As a follow up, we've narrowed this down to the internal DNS resolver.
When I deploy a 3.4.2 (which is what we're running elsewhere) that's been
recompiled with "--disable-internal-dns", the problem completely goes
away.

What sort of CPU loading do you have at ~100req/sec?
  is that at or near your local installations req/sec capacity?

For the box running with a single worker, it consumes 50% of one core at
100 req/sec.
For the boxes running with 9 workers, each worker consumes 5% of a core at
the same rate.

The test is not reproducible, sadly, but I've got a cronjob running on localhost on these boxes testing access times to various URLs covering:
HTTPS, non-HTTPS static content, using IP not hostname over both HTTP
and
HTTPS, and a URL on the same vlan as the proxies.
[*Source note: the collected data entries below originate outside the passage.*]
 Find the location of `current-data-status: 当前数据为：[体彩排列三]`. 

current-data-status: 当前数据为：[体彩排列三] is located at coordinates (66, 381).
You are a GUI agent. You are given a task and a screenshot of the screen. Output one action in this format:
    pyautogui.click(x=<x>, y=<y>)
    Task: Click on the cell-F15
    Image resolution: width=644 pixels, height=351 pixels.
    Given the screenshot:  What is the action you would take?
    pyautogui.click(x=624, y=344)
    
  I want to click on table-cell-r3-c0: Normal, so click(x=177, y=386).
All of these test
cases
have it happen occasionally, but not repeatedly/reliably.

Some ideas:
  * DNS lookup delays ?

Yeah, when I enabled the dns resolution time logging in squid, that became
apparent.

Quite why the internal dns resolver shows this, but the external one
doesn't, I don't know. The DNS server query logs show both DNS servers in
/etc/resolv.conf getting the request in turn and answering it (though 5
seconds apart). It's happening for us in multiple datacentres, so is
unlikely to be port errors or internal packet loss.
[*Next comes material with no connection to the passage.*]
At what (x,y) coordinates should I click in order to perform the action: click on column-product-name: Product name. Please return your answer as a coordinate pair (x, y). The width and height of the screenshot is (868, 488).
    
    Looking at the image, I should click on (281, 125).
The dnsserver helper used when internal DNS is disabled uses gethostname()/getaddrinfo() and thus the local machine resolver. It has a limit of ~250 req/sec on most systems and most times does not support IPv6 DNS resolvers configured through squid.conf (does support them if configured through resolv.conf).

The internal DNS client is using a form of happy-eyeballs scheduling to send A and AAAA packets but waiting for *both* responses before continuing (unlike full-blown happy eyeballs which goes with the first response regardless of missing IPs). It should only be contacting one of the resolvers at a time.


From your above description it sounds like the first resolver configured is occasionally "failing" after 5 sec and Squid is moving on to the second, which works.
 Do you have "dns_timeout 5 seconds" configured ?


With internal DNS enabled your cachemgr "idns" report has a lot of detail on the particular errors and actions happening.


NP: with Squid-3.4 the DNS lookup timeout has been detached from the TCP connect_timeout and only happens once per connection destination. So you can set each as short as you wish without affecting the other connection setup steps.

Amos


It's only(/mostly?) apparent on our squid servers that do desktop
proxying, so do lots of DNS requests to everywhere; the squid servers that
handle just our datacentre servers don't show this problem, but only
really go to about 40 hosts in total.